Terrapin Books 2020

Terrapin Books 2020

A Review of Ann Keniston’s Somatic — September 20, 2020
by Luanne Castle

 

Ann Keniston’s ambitious new collection Somatic investigates the 19th-century theories of hysteria and psychosomatic illness by neurologists Josef Breuer and Jean-Martin Charcot. Both somatic and psychosomatic illness manifest physical symptoms, but female patients diagnosed with hysteria—now called conversion disorder—have been subjected to manipulation, exploitation, humiliation, and iconization by their male doctors. Amid this exploration into psychosomatic (and somatic) illness, Keniston makes use of the forms ode and elegy, as she searches for how the disparate genres play off and with each other. As if that wasn’t enough, the book also functions as both elegy and ode, which first manifests itself in her mother’s life and death. 

In the book’s first of four sections, mourning shadows the images of suffering: “escalating misery and also // the body in pain” (“Unconscious”). These first poems bear witness to hurt on both sides—mother and daughter have harmed each other. The daughter grew up feeling unloved because of her parents’ divorce, but the mother also has been wounded. The daughter now sees her own culpability and understands that with her mother gone, she cannot “fill the holes // I’d made her make / in me” (“Opaque”). Both women are responsible for the daughter feeling that there is never enough love to heal the trauma. 

The book’s more public arena is in the middle two sections where Keniston gives voice to the women who had been diagnosed with hysteria by Breuer and Charcot. The symptoms of hysteria can include hallucinations, blackouts, and tremors. The cause is considered psychological or psychosomatic, such as a reaction to stress, rather than a wholly somatic cause. That Keniston titled her book Somatic, rather than psychosomatic, allows the reader to examine the pain of illness, no matter the cause, rather than focusing on perceived or real psychological causes.

Keniston’s ability to juggle all the obsessions of the collection becomes clear from the beginning of the final section when meaning blossoms:       

Today’s lesson is: injury takes many        
forms. And: healing is an act of will. Or artifice        

or wall. A poem conceals its author’s secrets       
by giving them another form. (“Assemblage”)


Injuries take shape in the body’s symptoms and the mind’s tics. Loss by injury can be lamented-- what is absent or missing is praised or held up to others. The injured must seek healing, whether or not it appears actual. A change of form and a piecing together of fragments obscures the secrets that inhabit text and gaps. In these poems, Keniston reinhabits odd pieces, trying to remake structure from language she has discovered or shards left behind by others: “This confession written by myself / using preexisting phrases / recounts the history of dirt / which was inadmissible” (“Reassembly”). The poet turns an elegy into an ode or collapses the two together, thus obscuring what the author wants hidden. Yet even in this hiding, more is exposed, explored, and learned. 

Reading this book in these “me too” days illustrates how the treatment of “hysterical women” of the 19th century prefigures society’s all too common response to women who raise their voices about the pain inflicted on them by sexual predators. The beautiful poem “Profusion” laments the mental and physical pain of injuries and the use of an injured person “as a vessel” for the wounds of others. “This must be how I tally // what I haven’t lost yet, lifting / each loved thing, then relinquishing it // to mourn its loss.” By lifting and reading each poem in Somatic, losses created by injuries to the body, mind, and heart can be mourned anew even as the damaged animate their odes.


* _Your goal_:
Search the records below for "origin"; copy each line that has it.

(Items from a dataset)
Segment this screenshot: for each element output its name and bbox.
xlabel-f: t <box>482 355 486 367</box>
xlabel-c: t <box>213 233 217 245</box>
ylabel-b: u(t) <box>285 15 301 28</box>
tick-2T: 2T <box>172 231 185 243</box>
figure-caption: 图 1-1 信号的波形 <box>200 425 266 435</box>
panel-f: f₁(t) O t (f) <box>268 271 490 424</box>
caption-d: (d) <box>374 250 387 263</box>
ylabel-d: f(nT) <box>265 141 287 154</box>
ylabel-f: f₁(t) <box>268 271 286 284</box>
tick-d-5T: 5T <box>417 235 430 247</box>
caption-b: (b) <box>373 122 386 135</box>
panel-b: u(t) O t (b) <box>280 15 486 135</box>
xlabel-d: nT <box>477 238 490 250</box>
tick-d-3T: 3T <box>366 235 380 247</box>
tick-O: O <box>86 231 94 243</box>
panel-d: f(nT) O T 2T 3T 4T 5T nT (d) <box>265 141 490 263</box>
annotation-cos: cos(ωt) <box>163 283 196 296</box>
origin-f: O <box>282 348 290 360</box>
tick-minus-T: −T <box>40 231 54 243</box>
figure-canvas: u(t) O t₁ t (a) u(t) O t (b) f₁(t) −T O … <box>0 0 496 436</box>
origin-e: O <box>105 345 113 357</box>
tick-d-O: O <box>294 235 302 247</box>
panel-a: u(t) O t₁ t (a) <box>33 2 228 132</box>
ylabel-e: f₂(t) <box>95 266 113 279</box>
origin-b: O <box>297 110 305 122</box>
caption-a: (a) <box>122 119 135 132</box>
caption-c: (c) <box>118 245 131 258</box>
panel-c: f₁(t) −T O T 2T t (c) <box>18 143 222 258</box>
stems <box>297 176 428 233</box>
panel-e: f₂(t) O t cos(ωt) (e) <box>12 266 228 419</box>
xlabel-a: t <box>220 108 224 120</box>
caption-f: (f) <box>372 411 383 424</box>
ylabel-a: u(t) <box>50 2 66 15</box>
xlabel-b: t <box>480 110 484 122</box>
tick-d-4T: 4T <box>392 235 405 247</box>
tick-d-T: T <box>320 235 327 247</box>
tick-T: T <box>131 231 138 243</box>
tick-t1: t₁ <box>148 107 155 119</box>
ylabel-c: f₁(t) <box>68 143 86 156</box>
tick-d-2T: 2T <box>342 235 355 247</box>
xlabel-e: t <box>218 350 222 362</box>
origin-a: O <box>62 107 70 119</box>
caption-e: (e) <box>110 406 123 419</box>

* _Reply_:
origin-f: O <box>282 348 290 360</box>
origin-e: O <box>105 345 113 357</box>
origin-b: O <box>297 110 305 122</box>
origin-a: O <box>62 107 70 119</box>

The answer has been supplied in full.